■ **WHAT YOU SHOULD DO**: Only the lines from the one with "Locate an element on the screen. This" through the last line of the material below belong in the answer, copied exactly and without pictures.

■ **DATASET EXCERPTS**:
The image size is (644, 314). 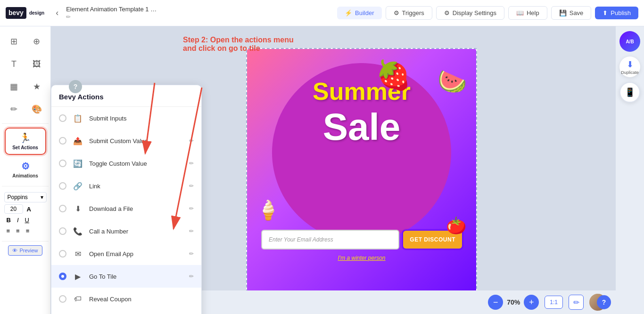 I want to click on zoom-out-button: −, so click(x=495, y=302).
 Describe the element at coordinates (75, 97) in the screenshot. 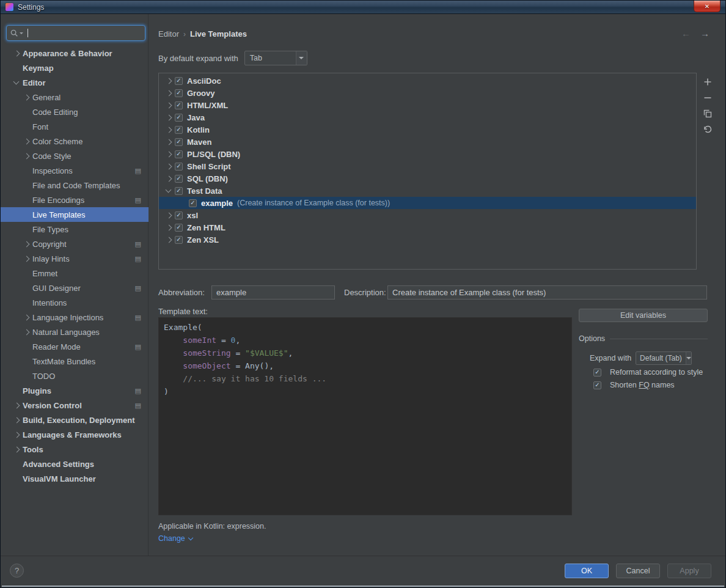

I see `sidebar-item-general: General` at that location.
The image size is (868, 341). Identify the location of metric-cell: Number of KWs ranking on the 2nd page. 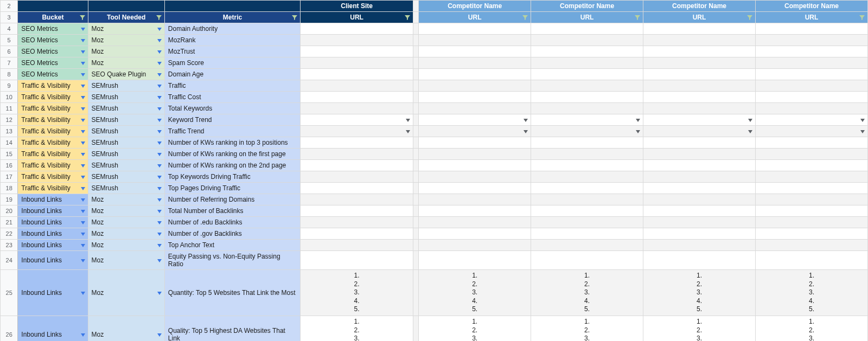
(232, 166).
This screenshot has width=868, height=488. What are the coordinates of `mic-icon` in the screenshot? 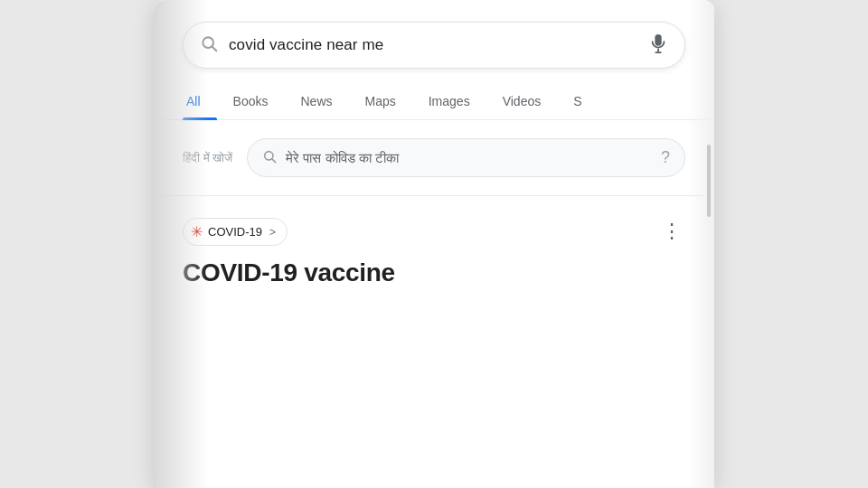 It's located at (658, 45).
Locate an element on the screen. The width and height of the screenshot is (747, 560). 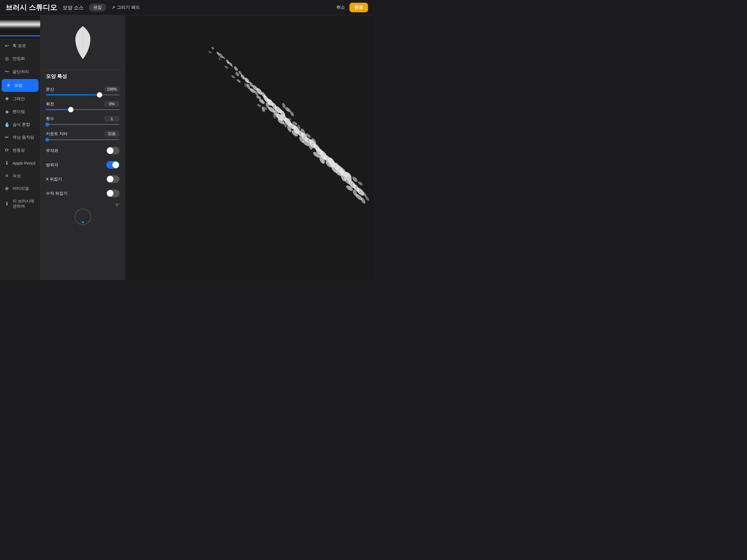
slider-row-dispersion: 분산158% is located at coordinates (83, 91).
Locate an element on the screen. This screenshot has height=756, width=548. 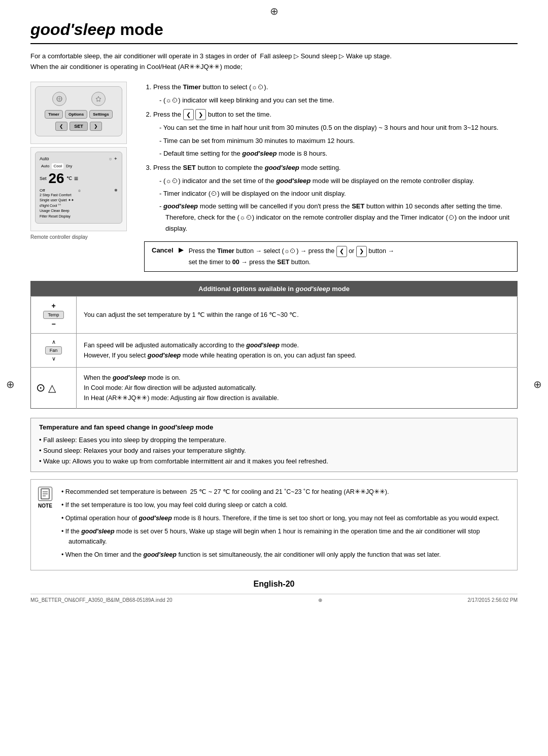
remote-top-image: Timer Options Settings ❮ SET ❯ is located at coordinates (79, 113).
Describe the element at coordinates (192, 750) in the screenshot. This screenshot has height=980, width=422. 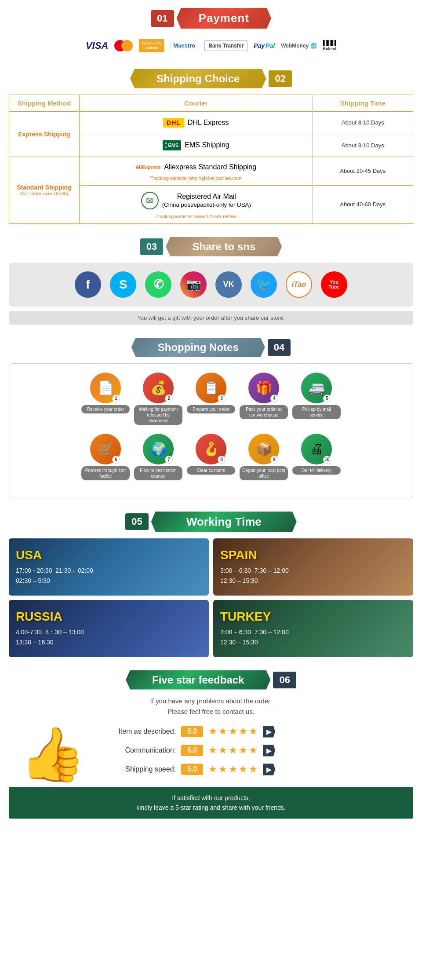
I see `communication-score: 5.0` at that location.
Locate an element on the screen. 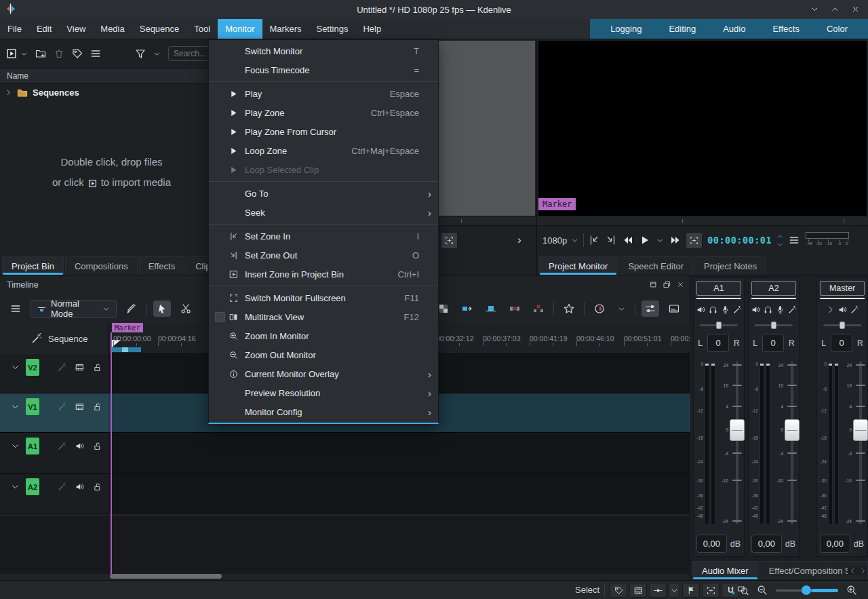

■ **YOUR SOLUTION**:
Locate an element on the screen. This screenshot has height=756, width=548. 
remote-top-image: Timer Options Settings ❮ SET ❯ is located at coordinates (79, 113).
Describe the element at coordinates (192, 750) in the screenshot. This screenshot has height=980, width=422. 
I see `communication-score: 5.0` at that location.
Locate an element on the screen. 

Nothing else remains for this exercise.